We had a honey fungus alert last week, with BH spotting these mushrooms at the base of one of our nut trees. A nut tree which, I might say, has never ever given us any nuts, given grey squirrel action in the summer. Are the mushrooms anything to do with the unsatisfactory way I cut out the fourth shoot, that is to say the second from the left going clockwise? I could not get the pruning saw down low enough and I never got around to cutting the short stump down with my half inch mortice chisel, something I have resorted to in the past. Then it might have healed over rather than rotted.
Turning up the RHS site, I find that honey fungus is a serious pest in this country, doing a lot of damage to the roots, dead wood and live wood of all kinds of shrubs and trees. Nut trees listed at the second level, that is to say among the moderately susceptible. No cure, apart from planting less susceptible varieties and chopping down then digging out those that do get infected.
I find also that honey fungus comes in seven varieties (one to add to my list of things which come in sevens) and spreads both by a healthy root getting close to an infected root and by the fungus sending out its own roots (properly rhizomorphs) to seek out new victims.
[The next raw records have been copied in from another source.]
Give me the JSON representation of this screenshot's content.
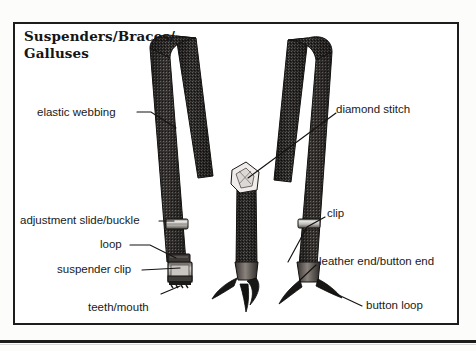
{
  "figure": {
    "title_line1": "Suspenders/Braces/",
    "title_line2": "Galluses",
    "style": "black-and-white line drawing with leader-line callouts",
    "background_color": "#ffffff",
    "ink_color": "#1a1a1a",
    "frame_color": "#1d1d1d"
  },
  "labels": [
    {
      "id": "elastic-webbing",
      "text": "elastic webbing"
    },
    {
      "id": "diamond-stitch",
      "text": "diamond stitch"
    },
    {
      "id": "adjustment-slide-buckle",
      "text": "adjustment slide/buckle"
    },
    {
      "id": "loop",
      "text": "loop"
    },
    {
      "id": "suspender-clip",
      "text": "suspender clip"
    },
    {
      "id": "teeth-mouth",
      "text": "teeth/mouth"
    },
    {
      "id": "clip",
      "text": "clip"
    },
    {
      "id": "leather-end-button-end",
      "text": "leather end/button end"
    },
    {
      "id": "button-loop",
      "text": "button loop"
    }
  ]
}
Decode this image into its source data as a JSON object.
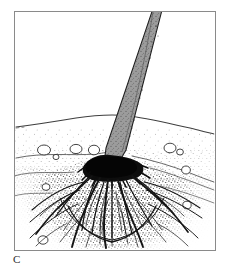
{
  "figure": {
    "panel_label": "C",
    "medium": "pen-and-ink stipple line drawing",
    "background_color": "#ffffff",
    "ink_color": "#1a1a1a",
    "frame": {
      "color": "#8a8a8a",
      "line_width": 1,
      "x": 14,
      "y": 11,
      "width": 201,
      "height": 239
    },
    "soil": {
      "surface_label": "ground surface",
      "surface_color": "#4a4a4a",
      "stipple_color": "#3c3c3c",
      "surface_line_y_left": 126,
      "surface_line_y_crest": 115,
      "surface_line_y_right": 133,
      "strata_lines": 3,
      "pebbles": [
        {
          "cx": 44,
          "cy": 150,
          "rx": 6.5,
          "ry": 5.0
        },
        {
          "cx": 56,
          "cy": 157,
          "rx": 3.0,
          "ry": 2.6
        },
        {
          "cx": 76,
          "cy": 149,
          "rx": 6.0,
          "ry": 4.6
        },
        {
          "cx": 94,
          "cy": 150,
          "rx": 5.6,
          "ry": 4.8
        },
        {
          "cx": 170,
          "cy": 148,
          "rx": 6.0,
          "ry": 4.8
        },
        {
          "cx": 180,
          "cy": 152,
          "rx": 3.4,
          "ry": 3.0
        },
        {
          "cx": 186,
          "cy": 170,
          "rx": 4.4,
          "ry": 4.0
        },
        {
          "cx": 46,
          "cy": 187,
          "rx": 4.0,
          "ry": 3.4
        },
        {
          "cx": 187,
          "cy": 205,
          "rx": 4.2,
          "ry": 3.8
        },
        {
          "cx": 43,
          "cy": 240,
          "rx": 5.0,
          "ry": 4.2
        }
      ]
    },
    "stem": {
      "label": "stem",
      "fill_color": "#9a9a9a",
      "outline_color": "#1f1f1f",
      "top_x": 157,
      "top_y": 11,
      "base_x": 112,
      "base_y": 158,
      "top_width": 9,
      "base_width": 15
    },
    "root_crown": {
      "label": "root crown",
      "color": "#0d0d0d",
      "cx": 112,
      "cy": 166,
      "rx": 27,
      "ry": 13
    },
    "roots": {
      "label": "fibrous root system",
      "color": "#141414",
      "count": 34,
      "spread_left_x": 28,
      "spread_right_x": 200,
      "max_depth_y": 246
    }
  }
}
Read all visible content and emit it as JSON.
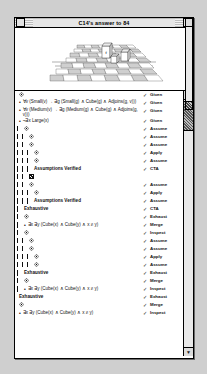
{
  "window": {
    "title": "C14's answer to 84",
    "close_button": "close-box",
    "zoom_button": "zoom-box"
  },
  "world": {
    "name": "blocks-world-checkerboard",
    "grid_columns": 8,
    "grid_rows": 8,
    "objects": [
      {
        "label": "f",
        "type": "cube",
        "col": 4,
        "row": 3
      },
      {
        "label": "",
        "type": "cube",
        "col": 5,
        "row": 4
      },
      {
        "label": "",
        "type": "cube",
        "col": 6,
        "row": 4
      }
    ]
  },
  "scroll": {
    "up_arrow": "▲",
    "down_arrow": "▼",
    "left_arrow": "◀",
    "right_arrow": "▶"
  },
  "proof": {
    "rows": [
      {
        "kind": "icon",
        "icon": "sentence-icon",
        "indent": 0,
        "formula": "",
        "check": "✓",
        "just": "Given"
      },
      {
        "kind": "sentence",
        "icon": "bullet",
        "indent": 0,
        "formula": "∀v (Small(v) → ∃g (Small(g) ∧ Cube(g) ∧ Adjoins(g, v)))",
        "check": "✓",
        "just": "Given"
      },
      {
        "kind": "sentence",
        "icon": "bullet",
        "indent": 0,
        "formula": "∀v (Medium(v) → ∃g (Medium(g) ∧ Cube(g) ∧ Adjoins(g, v)))",
        "check": "✓",
        "just": "Given"
      },
      {
        "kind": "sentence",
        "icon": "bullet",
        "indent": 0,
        "formula": "¬∃x Large(x)",
        "check": "✓",
        "just": "Given"
      },
      {
        "kind": "icon",
        "icon": "diamond-icon",
        "indent": 1,
        "formula": "",
        "check": "✓",
        "just": "Assume"
      },
      {
        "kind": "icon",
        "icon": "diamond-icon",
        "indent": 2,
        "formula": "",
        "check": "✓",
        "just": "Assume"
      },
      {
        "kind": "icon",
        "icon": "diamond-icon",
        "indent": 2,
        "formula": "",
        "check": "✓",
        "just": "Assume"
      },
      {
        "kind": "icon",
        "icon": "diamond-icon",
        "indent": 3,
        "formula": "",
        "check": "✓",
        "just": "Apply"
      },
      {
        "kind": "icon",
        "icon": "diamond-icon",
        "indent": 3,
        "formula": "",
        "check": "✓",
        "just": "Assume"
      },
      {
        "kind": "label",
        "icon": "",
        "indent": 3,
        "formula": "Assumptions Verified",
        "check": "✓",
        "just": "CTA"
      },
      {
        "kind": "selected",
        "icon": "selected-icon",
        "indent": 2,
        "formula": "",
        "check": "",
        "just": ""
      },
      {
        "kind": "icon",
        "icon": "diamond-icon",
        "indent": 2,
        "formula": "",
        "check": "✓",
        "just": "Assume"
      },
      {
        "kind": "icon",
        "icon": "diamond-icon",
        "indent": 3,
        "formula": "",
        "check": "✓",
        "just": "Apply"
      },
      {
        "kind": "label",
        "icon": "",
        "indent": 3,
        "formula": "Assumptions Verified",
        "check": "✓",
        "just": "Assume"
      },
      {
        "kind": "label2",
        "icon": "",
        "indent": 1,
        "formula": "Exhaustive",
        "check": "✓",
        "just": "CTA"
      },
      {
        "kind": "icon",
        "icon": "diamond-icon",
        "indent": 1,
        "formula": "",
        "check": "✓",
        "just": "Exhaust"
      },
      {
        "kind": "sentence",
        "icon": "bullet",
        "indent": 1,
        "formula": "∃x ∃y (Cube(x) ∧ Cube(y) ∧ x ≠ y)",
        "check": "✓",
        "just": "Merge"
      },
      {
        "kind": "icon",
        "icon": "diamond-icon",
        "indent": 1,
        "formula": "",
        "check": "✓",
        "just": "Inspect"
      },
      {
        "kind": "icon",
        "icon": "diamond-icon",
        "indent": 2,
        "formula": "",
        "check": "✓",
        "just": "Assume"
      },
      {
        "kind": "icon",
        "icon": "diamond-icon",
        "indent": 2,
        "formula": "",
        "check": "✓",
        "just": "Assume"
      },
      {
        "kind": "icon",
        "icon": "diamond-icon",
        "indent": 3,
        "formula": "",
        "check": "✓",
        "just": "Apply"
      },
      {
        "kind": "icon",
        "icon": "diamond-icon",
        "indent": 3,
        "formula": "",
        "check": "✓",
        "just": "Assume"
      },
      {
        "kind": "label2",
        "icon": "",
        "indent": 1,
        "formula": "Exhaustive",
        "check": "✓",
        "just": "Exhaust"
      },
      {
        "kind": "icon",
        "icon": "diamond-icon",
        "indent": 1,
        "formula": "",
        "check": "✓",
        "just": "Merge"
      },
      {
        "kind": "sentence",
        "icon": "bullet",
        "indent": 1,
        "formula": "∃x ∃y (Cube(x) ∧ Cube(y) ∧ x ≠ y)",
        "check": "✓",
        "just": "Inspect"
      },
      {
        "kind": "label2",
        "icon": "",
        "indent": 0,
        "formula": "Exhaustive",
        "check": "✓",
        "just": "Exhaust"
      },
      {
        "kind": "icon",
        "icon": "diamond-icon",
        "indent": 0,
        "formula": "",
        "check": "✓",
        "just": "Merge"
      },
      {
        "kind": "sentence",
        "icon": "bullet",
        "indent": 0,
        "formula": "∃x ∃y (Cube(x) ∧ Cube(y) ∧ x ≠ y)",
        "check": "✓",
        "just": "Inspect"
      }
    ]
  },
  "colors": {
    "window_bg": "#ffffff",
    "desktop_bg": "#cfcfcf",
    "title_bg": "#e6e6e6",
    "ink": "#111111"
  }
}
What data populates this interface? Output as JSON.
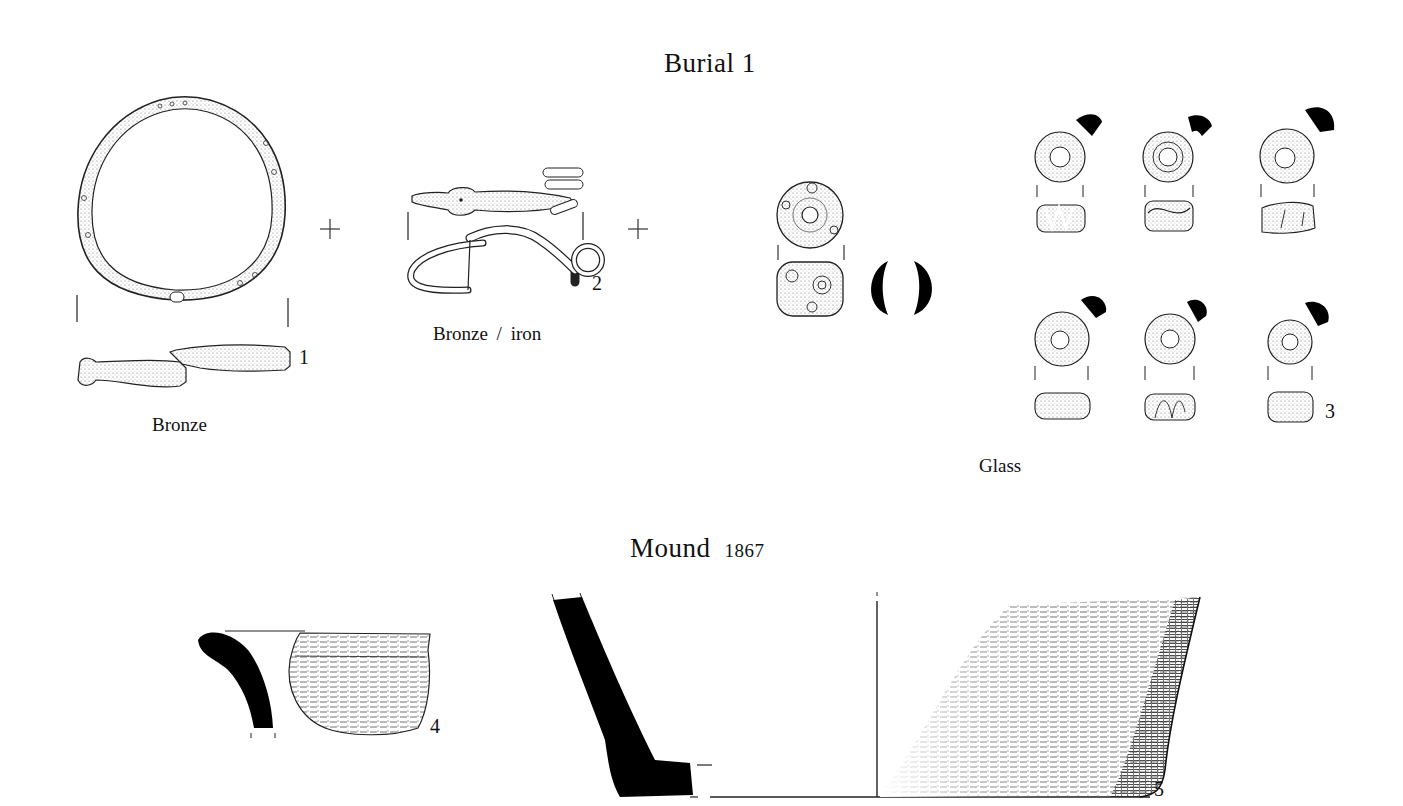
{
  "plate": {
    "section_1": {
      "title": "Burial 1",
      "items": [
        {
          "number": "1",
          "material": "Bronze",
          "object": "bracelet / armlet"
        },
        {
          "number": "2",
          "material": "Bronze / iron",
          "object": "brooch"
        },
        {
          "number": "3",
          "material": "Glass",
          "object": "beads"
        }
      ],
      "plus_signs": [
        "+",
        "+"
      ]
    },
    "section_2": {
      "title": "Mound",
      "year": "1867",
      "items": [
        {
          "number": "4",
          "object": "pottery rim sherd"
        },
        {
          "number": "5",
          "object": "pottery base sherd"
        }
      ]
    }
  },
  "colors": {
    "ink": "#111111",
    "background": "#ffffff",
    "section_fill": "#000000"
  }
}
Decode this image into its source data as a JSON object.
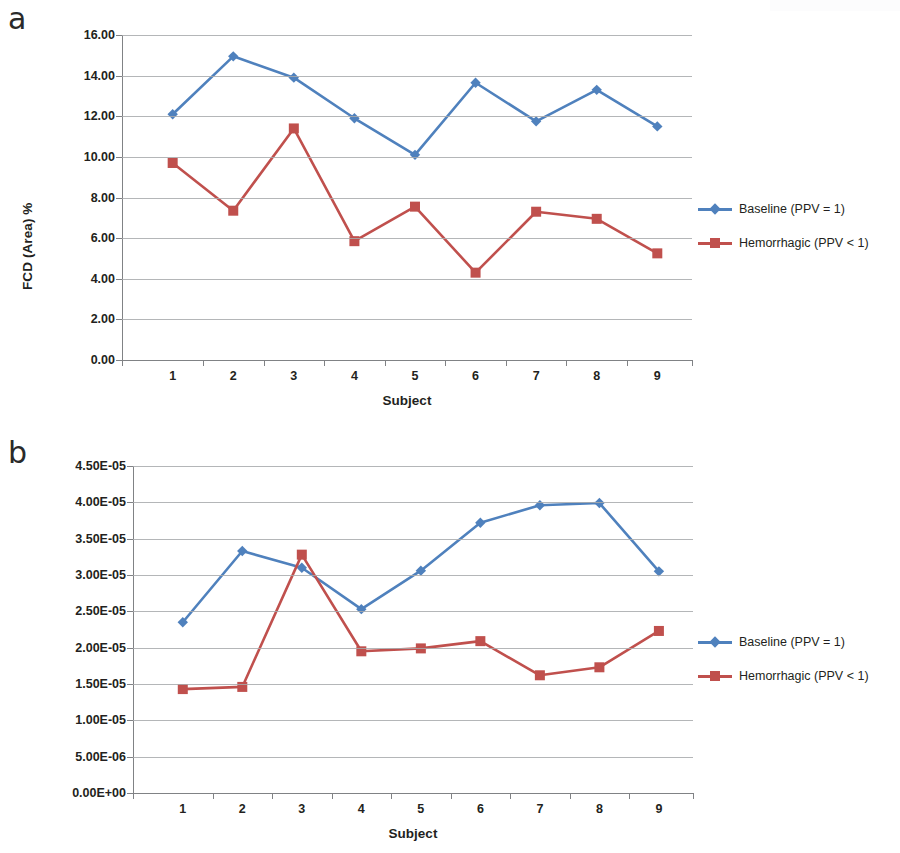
{
  "figure": {
    "panels": [
      {
        "letter": "a",
        "ylabel": "FCD (Area) %",
        "xlabel": "Subject",
        "yticks": [
          "0.00",
          "2.00",
          "4.00",
          "6.00",
          "8.00",
          "10.00",
          "12.00",
          "14.00",
          "16.00"
        ],
        "xticks": [
          "1",
          "2",
          "3",
          "4",
          "5",
          "6",
          "7",
          "8",
          "9"
        ],
        "legend": [
          {
            "label": "Baseline (PPV = 1)",
            "color": "#4f81bd",
            "marker": "diamond"
          },
          {
            "label": "Hemorrhagic (PPV < 1)",
            "color": "#c0504d",
            "marker": "square"
          }
        ]
      },
      {
        "letter": "b",
        "ylabel": "FCD (Length) mm/mm^2",
        "xlabel": "Subject",
        "yticks": [
          "0.00E+00",
          "5.00E-06",
          "1.00E-05",
          "1.50E-05",
          "2.00E-05",
          "2.50E-05",
          "3.00E-05",
          "3.50E-05",
          "4.00E-05",
          "4.50E-05"
        ],
        "xticks": [
          "1",
          "2",
          "3",
          "4",
          "5",
          "6",
          "7",
          "8",
          "9"
        ],
        "legend": [
          {
            "label": "Baseline (PPV = 1)",
            "color": "#4f81bd",
            "marker": "diamond"
          },
          {
            "label": "Hemorrhagic (PPV < 1)",
            "color": "#c0504d",
            "marker": "square"
          }
        ]
      }
    ]
  },
  "chart_data": [
    {
      "type": "line",
      "panel": "a",
      "title": "",
      "xlabel": "Subject",
      "ylabel": "FCD (Area) %",
      "categories": [
        "1",
        "2",
        "3",
        "4",
        "5",
        "6",
        "7",
        "8",
        "9"
      ],
      "x": [
        1,
        2,
        3,
        4,
        5,
        6,
        7,
        8,
        9
      ],
      "ylim": [
        0,
        16
      ],
      "ytick_values": [
        0,
        2,
        4,
        6,
        8,
        10,
        12,
        14,
        16
      ],
      "ytick_labels": [
        "0.00",
        "2.00",
        "4.00",
        "6.00",
        "8.00",
        "10.00",
        "12.00",
        "14.00",
        "16.00"
      ],
      "grid": true,
      "legend_position": "right",
      "series": [
        {
          "name": "Baseline (PPV = 1)",
          "color": "#4f81bd",
          "marker": "diamond",
          "values": [
            12.1,
            14.95,
            13.9,
            11.9,
            10.1,
            13.65,
            11.75,
            13.3,
            11.5
          ]
        },
        {
          "name": "Hemorrhagic (PPV < 1)",
          "color": "#c0504d",
          "marker": "square",
          "values": [
            9.7,
            7.35,
            11.4,
            5.85,
            7.55,
            4.3,
            7.3,
            6.95,
            5.25
          ]
        }
      ]
    },
    {
      "type": "line",
      "panel": "b",
      "title": "",
      "xlabel": "Subject",
      "ylabel": "FCD (Length) mm/mm^2",
      "categories": [
        "1",
        "2",
        "3",
        "4",
        "5",
        "6",
        "7",
        "8",
        "9"
      ],
      "x": [
        1,
        2,
        3,
        4,
        5,
        6,
        7,
        8,
        9
      ],
      "ylim": [
        0,
        4.5e-05
      ],
      "ytick_values": [
        0,
        5e-06,
        1e-05,
        1.5e-05,
        2e-05,
        2.5e-05,
        3e-05,
        3.5e-05,
        4e-05,
        4.5e-05
      ],
      "ytick_labels": [
        "0.00E+00",
        "5.00E-06",
        "1.00E-05",
        "1.50E-05",
        "2.00E-05",
        "2.50E-05",
        "3.00E-05",
        "3.50E-05",
        "4.00E-05",
        "4.50E-05"
      ],
      "grid": true,
      "legend_position": "right",
      "series": [
        {
          "name": "Baseline (PPV = 1)",
          "color": "#4f81bd",
          "marker": "diamond",
          "values": [
            2.35e-05,
            3.33e-05,
            3.1e-05,
            2.53e-05,
            3.06e-05,
            3.72e-05,
            3.96e-05,
            3.99e-05,
            3.05e-05
          ]
        },
        {
          "name": "Hemorrhagic (PPV < 1)",
          "color": "#c0504d",
          "marker": "square",
          "values": [
            1.43e-05,
            1.46e-05,
            3.28e-05,
            1.95e-05,
            1.99e-05,
            2.09e-05,
            1.62e-05,
            1.73e-05,
            2.23e-05
          ]
        }
      ]
    }
  ]
}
It is this last which makes the fungus particularly tiresome.
From the pictures given, not sure that the fungus above is the honey fungus. In any event, getting a bit old to be chopping things down, so no action for now.
PS: old in the sense that one might not live to get much value out of a replacement - with this small tree, rather shaded by a rather bigger oak, having been growing for more than twenty years now. Chopping down not a problem just yet.